Practice Management Alert

NPP Billing:

Follow Incident-To Rules, Collect More Cash

If you aren’t using this billing technique, your practice may be losing 15 percent reimbursement.

In these times of analyzing every dollar your practice makes and spends, you are likely looking at how hiring non-physician practitioners (NPPs) can help increase your revenue. But if you don’t know the rules for billing NPP services, you’ll cost your practice.

Reason: There’s money on the line. Under certain circumstances, the NPP can bill incident-to under the physician’s National Provider Identifier (NPI), which will net your practice 100 percent reimbursement from Medicare. If you bill under the NPP’s NPI, you’ll only garner 85 percent for the same service.

Follow this incident-to advice to ensure you know when you can — and can’t — capture the full 100 percent. 

Ensure Established Plan Before Choosing Incident-To

If you are billing incident-to the physician, the NPP must be following an established plan of care that the physician has already formulated.

In short: NPPs cannot see new patients, or established patients with new problems, and bill incident-to the physician.

“[Incident-to] services must be part of the physician’s services to diagnose or treat the injury or illness, and be provided under the physician’s direct supervision,” according to Jean Acevedo, LHRM, CPC, CHC, CENTC, president and senior consultant with Acevedo Consulting Incorporated in Delray Beach, Fla.

Additionally, incident-to services are services or supplies an NPP performs as an integral, although incidental, part of the physician’s personal professional services in the course of diagnosis or treatment of an injury or illness, according to Marvel J. Hammer, RN, CPC, CCS-P, PCS, ACS-PM, CHCO, of Denver’s MJH Consulting. “The NPP performing incident-to services must be an expense to the physician practice … an employee, independent contractor, leased employee,” she adds.

Caveat: Medicare only covers incident-to services in the office or home place of service, Hammer warns. Services your NPPs perform in a facility do not fall under incident-to. Further, not all payers embrace the incident-to policy. “Some payers may require that NPP’s services always be reported under the NPP’s name and NPI even if they meet the Medicare incident-to requirements,” Hammer says.

Meet Direct Supervision Rules 

In order to bill incident-to the physician, the NPP must be working under the “direct supervision” of a physician in the practice, which means that the physician must be in the office suite and immediately available. 

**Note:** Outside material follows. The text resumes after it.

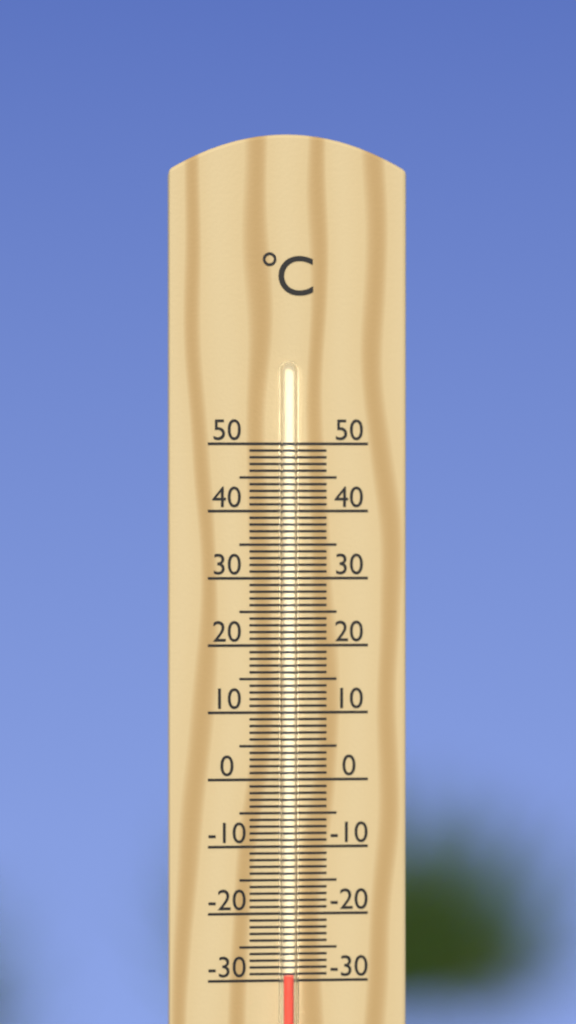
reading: -29 °C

This is an area that often causes confusion, especially since, based on scope of practice, an NPP wouldn’t need supervision to provide incident-to services to most patients. Still, if you want to bill Medicare incident-to the physician “and be paid at 100 percent of the allowable, a doctor with the practice must be in the office suite,” explains Acevedo. 

What it means: For example, the physician cannot be across the street, three blocks away, or available via cell phone but not in person, she says.

The direct supervision rule is one of patient safety. If anything goes wrong during the incident-to service, a physician must be on site to remedy the situation. “For example, if the patient has an adverse reaction to an injection or passes out during a routine venipuncture, the physician must be immediately available to provide care to the patient,” says Acevedo.

And “if there is no physician physically present in the office suite during the time of the NPP service, the service must be billed to Medicare under the NPP’s name and NPI,” Hammer says.

Do the Math

As noted above, if the encounter you are billing meets the incident-to requirements, you can report the NPP’s services under the physician’s NPI and expect 100 percent reimbursement. 

Payoff: According to the Medicare physician fee schedule, 99214 (Office or other outpatient visit for the evaluation and management of an established patient, which requires at least 2 of these 3 key components: a detailed history; a detailed examination; medical decision making of moderate complexity…) carries 3.03 non-facility relative value units (RVUs). That means when you bill the service under your physician’s NPI and receive 100 percent reimbursement, you can expect to receive about $108 (3.03 national, unadjusted, nonfacility RVUs times the current 35.7547 conversion factor). 

If, however, you report this claim under the NPP’s NPI, and you could have billed incident-to, you’ll only collect about $92, or 85 percent, for the same service.